> Subclassing:
>
> var Cat = Class.extend(Animal, instanceMethods, classMethods)
>
> This is much smarter than "Animal.extend(...)" because you may wish to have
> a class method named "extend" on your classes.
Agreed. though I think the Class.create({Extend: Animal, ... })
syntax suggested earlier is interesting if we intend to go the magical
property way.
>
> Other OO stuff:
>
> Class.include(Animal, Enumerable)
> Class.alias(Animal, ...)
How do you handle precedende handled between mixin and instance
methods ?
> And the name of the superchaining method (by my order of preference):
>
> 1. sup
> 2. $super
> 3. $parent
fine by me.
> I vote against:
>
> - parent (naming collisions)
> - base (ugh!)
> - uber
>
> In conclusion, my philosophy is:
>
> - no magic properties except "initialize"
> - keep the inheritance support code simple and short, otherwise it
> makes no sense in having it
Well, I'm not convinced about that. A proper an easy way to include
mixins and aliases is simple to implement, clean and a pleasure to
use.
> - leave room for users to make their own additions to the inheritance
> support code
> - no dollar-signs and underscores because they indicate bad design
> (exceptions from this rule are $super/$parent)
how so ?
> - don't try to make defining of classes look like you're writing Ruby,
> it simply won't work.
>
> This is some class definition in Ruby:
>
> class Cat < Animal
> include Enumerable
> alias :peach, :each
>
> def say
> "meow!"
> end
>
> def self.food
> super + ["birds", "gold fishes"]
> end
> end
>
> You can't achieve this in JavaScript. Simply let it go.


**TASK:**
Copy all the lines of the data that include the word "TIME".

**MATERIAL FOR THIS TASK:**

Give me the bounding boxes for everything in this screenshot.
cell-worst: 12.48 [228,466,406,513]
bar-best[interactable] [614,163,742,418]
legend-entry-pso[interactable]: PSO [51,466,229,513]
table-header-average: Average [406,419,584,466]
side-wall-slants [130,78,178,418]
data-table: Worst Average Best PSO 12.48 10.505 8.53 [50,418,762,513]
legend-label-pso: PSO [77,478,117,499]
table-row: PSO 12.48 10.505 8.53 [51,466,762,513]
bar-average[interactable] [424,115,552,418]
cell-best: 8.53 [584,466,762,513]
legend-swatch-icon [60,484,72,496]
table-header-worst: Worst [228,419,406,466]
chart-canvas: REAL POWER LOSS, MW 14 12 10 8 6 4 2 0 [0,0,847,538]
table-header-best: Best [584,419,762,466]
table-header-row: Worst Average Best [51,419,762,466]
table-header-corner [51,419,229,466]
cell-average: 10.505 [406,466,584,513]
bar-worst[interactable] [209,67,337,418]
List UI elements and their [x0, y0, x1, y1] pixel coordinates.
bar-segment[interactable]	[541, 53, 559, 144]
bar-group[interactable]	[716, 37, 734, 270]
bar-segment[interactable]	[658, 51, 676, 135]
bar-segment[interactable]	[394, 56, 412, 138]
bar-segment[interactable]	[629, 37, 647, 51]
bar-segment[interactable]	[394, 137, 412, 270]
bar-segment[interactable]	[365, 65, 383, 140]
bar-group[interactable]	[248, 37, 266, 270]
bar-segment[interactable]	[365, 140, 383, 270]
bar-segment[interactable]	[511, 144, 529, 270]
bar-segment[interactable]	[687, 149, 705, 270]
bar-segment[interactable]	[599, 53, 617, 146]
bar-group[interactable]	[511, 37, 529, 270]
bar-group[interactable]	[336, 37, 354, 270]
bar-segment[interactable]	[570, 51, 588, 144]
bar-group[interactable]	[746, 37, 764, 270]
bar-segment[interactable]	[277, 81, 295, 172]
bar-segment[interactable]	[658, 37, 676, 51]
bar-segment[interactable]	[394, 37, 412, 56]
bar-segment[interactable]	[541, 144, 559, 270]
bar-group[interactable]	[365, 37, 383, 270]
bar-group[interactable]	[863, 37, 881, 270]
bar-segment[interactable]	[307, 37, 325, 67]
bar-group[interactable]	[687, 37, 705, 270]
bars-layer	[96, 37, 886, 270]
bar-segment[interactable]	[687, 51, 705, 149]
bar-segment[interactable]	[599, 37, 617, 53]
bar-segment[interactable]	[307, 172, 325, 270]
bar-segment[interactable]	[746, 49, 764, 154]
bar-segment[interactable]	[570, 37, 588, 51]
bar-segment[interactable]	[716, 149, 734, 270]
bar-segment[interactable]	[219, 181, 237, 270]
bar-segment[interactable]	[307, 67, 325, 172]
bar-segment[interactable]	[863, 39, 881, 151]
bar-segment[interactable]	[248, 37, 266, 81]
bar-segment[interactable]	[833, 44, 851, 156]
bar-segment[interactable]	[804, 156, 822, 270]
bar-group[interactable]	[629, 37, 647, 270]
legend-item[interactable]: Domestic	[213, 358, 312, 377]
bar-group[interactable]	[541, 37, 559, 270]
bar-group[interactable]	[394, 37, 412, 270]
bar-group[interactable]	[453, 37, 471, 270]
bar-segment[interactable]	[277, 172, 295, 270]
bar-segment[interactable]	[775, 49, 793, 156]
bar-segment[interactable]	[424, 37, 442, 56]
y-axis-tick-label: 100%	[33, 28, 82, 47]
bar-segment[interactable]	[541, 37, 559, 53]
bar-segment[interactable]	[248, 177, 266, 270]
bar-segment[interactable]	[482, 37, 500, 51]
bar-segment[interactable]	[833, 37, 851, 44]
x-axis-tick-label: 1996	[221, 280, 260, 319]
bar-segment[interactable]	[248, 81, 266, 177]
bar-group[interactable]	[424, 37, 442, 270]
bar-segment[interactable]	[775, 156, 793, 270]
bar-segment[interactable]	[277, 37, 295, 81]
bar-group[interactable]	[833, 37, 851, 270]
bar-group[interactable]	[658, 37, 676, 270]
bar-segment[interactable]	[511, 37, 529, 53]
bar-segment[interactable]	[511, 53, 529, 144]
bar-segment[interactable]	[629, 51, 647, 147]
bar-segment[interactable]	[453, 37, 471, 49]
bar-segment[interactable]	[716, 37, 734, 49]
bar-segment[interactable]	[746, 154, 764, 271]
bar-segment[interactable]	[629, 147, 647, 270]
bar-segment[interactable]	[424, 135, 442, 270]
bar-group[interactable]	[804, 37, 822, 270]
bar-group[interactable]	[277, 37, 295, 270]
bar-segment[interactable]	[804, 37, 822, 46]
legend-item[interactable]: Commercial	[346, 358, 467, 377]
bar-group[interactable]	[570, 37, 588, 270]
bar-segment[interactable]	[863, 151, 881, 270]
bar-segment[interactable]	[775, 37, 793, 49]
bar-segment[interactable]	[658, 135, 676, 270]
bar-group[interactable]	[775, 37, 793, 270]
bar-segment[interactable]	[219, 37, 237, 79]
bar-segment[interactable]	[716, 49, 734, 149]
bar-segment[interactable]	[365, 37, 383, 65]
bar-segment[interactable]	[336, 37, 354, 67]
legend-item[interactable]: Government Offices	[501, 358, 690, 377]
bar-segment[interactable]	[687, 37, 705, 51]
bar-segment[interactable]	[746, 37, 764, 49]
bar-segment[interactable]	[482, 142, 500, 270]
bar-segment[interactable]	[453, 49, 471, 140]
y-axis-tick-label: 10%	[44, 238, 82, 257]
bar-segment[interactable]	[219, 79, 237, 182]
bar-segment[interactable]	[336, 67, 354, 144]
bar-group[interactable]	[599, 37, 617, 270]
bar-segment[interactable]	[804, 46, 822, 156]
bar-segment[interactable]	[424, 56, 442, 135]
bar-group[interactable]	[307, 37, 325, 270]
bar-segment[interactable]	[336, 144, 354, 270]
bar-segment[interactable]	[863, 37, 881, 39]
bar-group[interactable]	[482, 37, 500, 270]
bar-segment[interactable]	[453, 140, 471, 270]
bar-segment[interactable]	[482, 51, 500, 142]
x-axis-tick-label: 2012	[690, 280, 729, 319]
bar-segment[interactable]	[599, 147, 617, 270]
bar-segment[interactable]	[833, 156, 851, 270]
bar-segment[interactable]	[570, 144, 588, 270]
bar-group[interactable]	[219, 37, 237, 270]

...

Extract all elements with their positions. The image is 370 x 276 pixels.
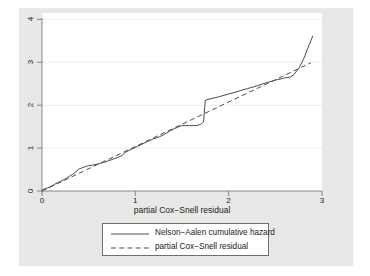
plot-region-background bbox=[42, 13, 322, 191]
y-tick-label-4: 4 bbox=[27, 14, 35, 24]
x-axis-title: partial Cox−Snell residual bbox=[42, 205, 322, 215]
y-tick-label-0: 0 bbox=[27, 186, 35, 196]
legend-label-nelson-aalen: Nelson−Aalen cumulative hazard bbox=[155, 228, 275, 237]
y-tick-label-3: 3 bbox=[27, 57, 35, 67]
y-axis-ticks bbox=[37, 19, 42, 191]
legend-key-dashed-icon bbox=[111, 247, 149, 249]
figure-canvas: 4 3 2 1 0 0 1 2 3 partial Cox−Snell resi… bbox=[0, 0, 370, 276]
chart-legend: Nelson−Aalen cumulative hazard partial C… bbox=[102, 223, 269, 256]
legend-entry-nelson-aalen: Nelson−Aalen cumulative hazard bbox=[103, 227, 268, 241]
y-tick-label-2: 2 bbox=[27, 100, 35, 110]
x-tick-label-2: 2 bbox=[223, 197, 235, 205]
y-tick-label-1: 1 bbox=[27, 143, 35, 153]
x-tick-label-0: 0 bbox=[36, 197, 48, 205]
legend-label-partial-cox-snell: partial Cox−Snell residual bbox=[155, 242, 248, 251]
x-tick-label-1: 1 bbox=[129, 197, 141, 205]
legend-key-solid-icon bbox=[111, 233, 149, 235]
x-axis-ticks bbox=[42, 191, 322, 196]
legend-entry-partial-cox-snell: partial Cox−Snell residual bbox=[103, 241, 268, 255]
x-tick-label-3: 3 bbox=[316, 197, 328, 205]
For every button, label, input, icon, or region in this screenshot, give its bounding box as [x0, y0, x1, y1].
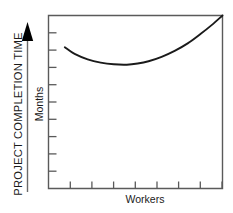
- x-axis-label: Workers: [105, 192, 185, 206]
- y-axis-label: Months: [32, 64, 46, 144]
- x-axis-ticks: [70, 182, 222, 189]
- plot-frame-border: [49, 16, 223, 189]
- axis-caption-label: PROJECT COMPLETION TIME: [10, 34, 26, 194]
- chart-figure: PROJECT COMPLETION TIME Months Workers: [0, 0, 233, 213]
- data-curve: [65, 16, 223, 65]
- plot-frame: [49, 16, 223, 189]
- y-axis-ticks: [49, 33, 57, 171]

---

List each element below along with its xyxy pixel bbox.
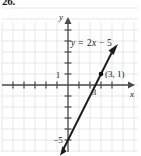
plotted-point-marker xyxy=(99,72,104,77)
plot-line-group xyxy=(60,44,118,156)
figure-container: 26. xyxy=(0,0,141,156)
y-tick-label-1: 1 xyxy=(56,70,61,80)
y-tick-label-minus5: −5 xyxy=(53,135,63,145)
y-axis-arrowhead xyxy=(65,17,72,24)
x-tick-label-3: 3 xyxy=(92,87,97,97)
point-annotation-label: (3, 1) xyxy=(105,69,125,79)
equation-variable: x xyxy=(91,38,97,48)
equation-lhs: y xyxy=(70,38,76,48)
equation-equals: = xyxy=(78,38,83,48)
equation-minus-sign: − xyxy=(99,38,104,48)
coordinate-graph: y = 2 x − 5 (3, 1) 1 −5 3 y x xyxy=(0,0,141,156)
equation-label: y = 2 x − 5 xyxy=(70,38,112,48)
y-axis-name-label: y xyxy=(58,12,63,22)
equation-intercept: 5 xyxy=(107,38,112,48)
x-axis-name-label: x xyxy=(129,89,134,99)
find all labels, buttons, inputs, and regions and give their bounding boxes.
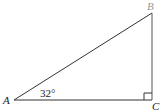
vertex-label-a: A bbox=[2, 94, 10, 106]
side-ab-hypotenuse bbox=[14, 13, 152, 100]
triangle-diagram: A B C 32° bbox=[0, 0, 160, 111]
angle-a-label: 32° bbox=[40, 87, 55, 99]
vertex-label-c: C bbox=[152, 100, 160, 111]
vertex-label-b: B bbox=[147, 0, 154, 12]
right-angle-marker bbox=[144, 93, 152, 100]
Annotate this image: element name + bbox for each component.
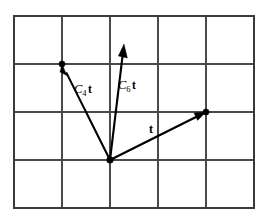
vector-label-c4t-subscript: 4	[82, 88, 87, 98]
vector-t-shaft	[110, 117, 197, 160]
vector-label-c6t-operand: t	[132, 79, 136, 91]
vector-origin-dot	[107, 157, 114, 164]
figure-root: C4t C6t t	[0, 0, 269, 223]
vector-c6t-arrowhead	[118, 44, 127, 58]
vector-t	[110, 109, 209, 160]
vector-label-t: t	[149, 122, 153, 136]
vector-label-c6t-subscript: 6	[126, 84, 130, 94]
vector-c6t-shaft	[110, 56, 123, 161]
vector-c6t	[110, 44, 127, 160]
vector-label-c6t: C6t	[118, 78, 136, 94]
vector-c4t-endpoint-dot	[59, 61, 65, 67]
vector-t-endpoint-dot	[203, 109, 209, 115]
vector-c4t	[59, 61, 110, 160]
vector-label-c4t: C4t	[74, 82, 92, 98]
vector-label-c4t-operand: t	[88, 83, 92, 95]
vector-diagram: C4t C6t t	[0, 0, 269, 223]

**ANSWER TO THE PROBLEM:**
- axis-caption-label: PROJECT COMPLETION TIME: [10, 34, 26, 194]
- chart-figure: PROJECT COMPLETION TIME Months Workers: [0, 0, 233, 213]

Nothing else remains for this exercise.